The following image shows off an example of a spatially variant blur effect. By spatially variant, we mean that the bur is different in different spatial locations in the image. The particular spatially variant blur shown above simulates rotating a camera around the center of an image while snapping a photo. This post will show how to create this kind of effect (and many other spatially variant filtering effects) using the Smart Blur image operation in Studio Artist 4.
The first gallery image below shows the Editor control settings used to create the above effect.
Note that we’re using the Smart Blur image operation effect. Because I wanted a circular blur effect, I set the Variation control to Polar and the Angle Offset to 90 degrees. If I had used an Angle Offset of 0 or 180 degrees I could have generated a spatially variant blur that is centered at the center of the canvas and pulls in or out from the center point.
The Variation control allows you to select many different kinds of spatially adaptive effects. Many are based on some characteristic of the source image. Others (like Polar) correspond to mathematical functions that vary over the canvas.
The Smart Blur ip op is extremely versatile, and can be configured to create a very wide variety of different kinds of effects. The 2nd gallery image above shows a single editing modification I made to the Smart Blur effect, setting the Mode control from Mean to Max. This changes the adaptive filter effect from a blur effect to a nonlinear max filter (whose output is shown in the 3rd gallery image above). Note that the new effect maintains the original adaptive circular polar filter shape but is now using a nonlinear max filter rather than a blurring mean filter for the adaptive filtering effect.
Animating a Smart Blue Effect
I then created a 100 frame PASeq animation. I did this by recording a single Smart Blur action step in the PASeq. the Angle Offset was set to 0 degrees at keyframe 0. I then changed the Angle Offset to 360 degrees, and recorded a second keyframe at frame time 100 for the Smart Blur action step. I then generated an animation by running the Action : Animate with Paint Action Sequence : to Movie menu command. The animation shows the effect of smoothly interpolating the Angle Offset control for the Smart Blur effect from 0 to 360 degrees over 100 frames.
You can see the animation output here. I used a No option for the Symmetry control to make the effect more dramatic, and used the Mean option for the Mode control for an animating adaptive blur effect.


WHAT YOU HAVE TO DO
Nothing in the entries below may be altered; print them as they stand.

Collected data entries:
****

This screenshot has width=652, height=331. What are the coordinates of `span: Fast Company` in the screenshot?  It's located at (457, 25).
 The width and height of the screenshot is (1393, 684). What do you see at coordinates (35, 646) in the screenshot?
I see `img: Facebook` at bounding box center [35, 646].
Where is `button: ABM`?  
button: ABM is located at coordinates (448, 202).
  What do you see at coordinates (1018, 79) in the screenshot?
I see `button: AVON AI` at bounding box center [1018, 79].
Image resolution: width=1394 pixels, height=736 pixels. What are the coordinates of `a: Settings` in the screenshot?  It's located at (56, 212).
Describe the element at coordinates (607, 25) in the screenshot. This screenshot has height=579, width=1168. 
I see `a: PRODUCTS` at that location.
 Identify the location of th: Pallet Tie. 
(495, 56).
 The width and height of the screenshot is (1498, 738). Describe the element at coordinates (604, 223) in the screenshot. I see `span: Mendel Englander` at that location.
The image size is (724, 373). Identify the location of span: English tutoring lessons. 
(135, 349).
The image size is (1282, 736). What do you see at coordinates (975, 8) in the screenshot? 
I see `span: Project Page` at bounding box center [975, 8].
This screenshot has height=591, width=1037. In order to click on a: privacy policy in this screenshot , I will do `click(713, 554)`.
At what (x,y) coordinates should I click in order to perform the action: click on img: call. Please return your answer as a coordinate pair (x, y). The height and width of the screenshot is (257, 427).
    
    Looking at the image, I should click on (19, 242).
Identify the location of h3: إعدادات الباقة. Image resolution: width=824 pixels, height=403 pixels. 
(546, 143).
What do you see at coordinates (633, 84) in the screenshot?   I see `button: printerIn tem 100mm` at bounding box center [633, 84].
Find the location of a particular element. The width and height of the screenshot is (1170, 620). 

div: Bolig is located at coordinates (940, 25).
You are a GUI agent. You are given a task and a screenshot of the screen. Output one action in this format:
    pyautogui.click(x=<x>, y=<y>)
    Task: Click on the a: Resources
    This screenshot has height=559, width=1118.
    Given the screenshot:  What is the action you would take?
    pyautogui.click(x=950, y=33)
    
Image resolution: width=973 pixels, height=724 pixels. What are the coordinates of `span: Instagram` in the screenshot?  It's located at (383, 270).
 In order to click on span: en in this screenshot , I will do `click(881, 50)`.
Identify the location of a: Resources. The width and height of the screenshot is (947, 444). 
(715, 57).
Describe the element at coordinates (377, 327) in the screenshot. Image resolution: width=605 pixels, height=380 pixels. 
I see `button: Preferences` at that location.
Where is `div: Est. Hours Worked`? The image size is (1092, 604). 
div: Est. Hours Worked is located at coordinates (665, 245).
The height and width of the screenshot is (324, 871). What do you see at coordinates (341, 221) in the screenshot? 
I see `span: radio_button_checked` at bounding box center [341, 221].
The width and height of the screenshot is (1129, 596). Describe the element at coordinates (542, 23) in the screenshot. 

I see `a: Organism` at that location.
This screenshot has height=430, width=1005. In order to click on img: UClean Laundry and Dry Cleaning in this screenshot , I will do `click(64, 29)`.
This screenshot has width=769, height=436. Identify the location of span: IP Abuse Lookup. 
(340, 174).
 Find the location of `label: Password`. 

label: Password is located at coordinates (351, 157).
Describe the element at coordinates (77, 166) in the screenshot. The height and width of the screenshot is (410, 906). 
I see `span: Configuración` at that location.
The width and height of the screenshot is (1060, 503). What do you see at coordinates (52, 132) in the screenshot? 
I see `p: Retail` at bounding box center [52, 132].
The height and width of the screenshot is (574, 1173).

****

RESULT OF THE TASK
This screenshot has width=652, height=331. What are the coordinates of `span: Fast Company` in the screenshot?  It's located at (457, 25).
 The width and height of the screenshot is (1393, 684). What do you see at coordinates (35, 646) in the screenshot?
I see `img: Facebook` at bounding box center [35, 646].
Where is `button: ABM`?  
button: ABM is located at coordinates (448, 202).
  What do you see at coordinates (1018, 79) in the screenshot?
I see `button: AVON AI` at bounding box center [1018, 79].
Image resolution: width=1394 pixels, height=736 pixels. What are the coordinates of `a: Settings` in the screenshot?  It's located at (56, 212).
Describe the element at coordinates (607, 25) in the screenshot. This screenshot has height=579, width=1168. 
I see `a: PRODUCTS` at that location.
 Identify the location of th: Pallet Tie. 
(495, 56).
 The width and height of the screenshot is (1498, 738). Describe the element at coordinates (604, 223) in the screenshot. I see `span: Mendel Englander` at that location.
The image size is (724, 373). Identify the location of span: English tutoring lessons. 
(135, 349).
The image size is (1282, 736). What do you see at coordinates (975, 8) in the screenshot? 
I see `span: Project Page` at bounding box center [975, 8].
This screenshot has height=591, width=1037. In order to click on a: privacy policy in this screenshot , I will do `click(713, 554)`.
At what (x,y) coordinates should I click in order to perform the action: click on img: call. Please return your answer as a coordinate pair (x, y). The height and width of the screenshot is (257, 427).
    
    Looking at the image, I should click on (19, 242).
Identify the location of h3: إعدادات الباقة. Image resolution: width=824 pixels, height=403 pixels. 
(546, 143).
What do you see at coordinates (633, 84) in the screenshot?   I see `button: printerIn tem 100mm` at bounding box center [633, 84].
Find the location of a particular element. The width and height of the screenshot is (1170, 620). 

div: Bolig is located at coordinates (940, 25).
You are a GUI agent. You are given a task and a screenshot of the screen. Output one action in this format:
    pyautogui.click(x=<x>, y=<y>)
    Task: Click on the a: Resources
    This screenshot has height=559, width=1118.
    Given the screenshot:  What is the action you would take?
    pyautogui.click(x=950, y=33)
    
Image resolution: width=973 pixels, height=724 pixels. What are the coordinates of `span: Instagram` in the screenshot?  It's located at (383, 270).
 In order to click on span: en in this screenshot , I will do `click(881, 50)`.
Identify the location of a: Resources. The width and height of the screenshot is (947, 444). 
(715, 57).
Describe the element at coordinates (377, 327) in the screenshot. Image resolution: width=605 pixels, height=380 pixels. 
I see `button: Preferences` at that location.
Where is `div: Est. Hours Worked`? The image size is (1092, 604). 
div: Est. Hours Worked is located at coordinates (665, 245).
The height and width of the screenshot is (324, 871). What do you see at coordinates (341, 221) in the screenshot? 
I see `span: radio_button_checked` at bounding box center [341, 221].
The width and height of the screenshot is (1129, 596). Describe the element at coordinates (542, 23) in the screenshot. 

I see `a: Organism` at that location.
This screenshot has height=430, width=1005. In order to click on img: UClean Laundry and Dry Cleaning in this screenshot , I will do `click(64, 29)`.
This screenshot has width=769, height=436. Identify the location of span: IP Abuse Lookup. 
(340, 174).
 Find the location of `label: Password`. 

label: Password is located at coordinates (351, 157).
Describe the element at coordinates (77, 166) in the screenshot. The height and width of the screenshot is (410, 906). 
I see `span: Configuración` at that location.
The width and height of the screenshot is (1060, 503). What do you see at coordinates (52, 132) in the screenshot? 
I see `p: Retail` at bounding box center [52, 132].
The height and width of the screenshot is (574, 1173).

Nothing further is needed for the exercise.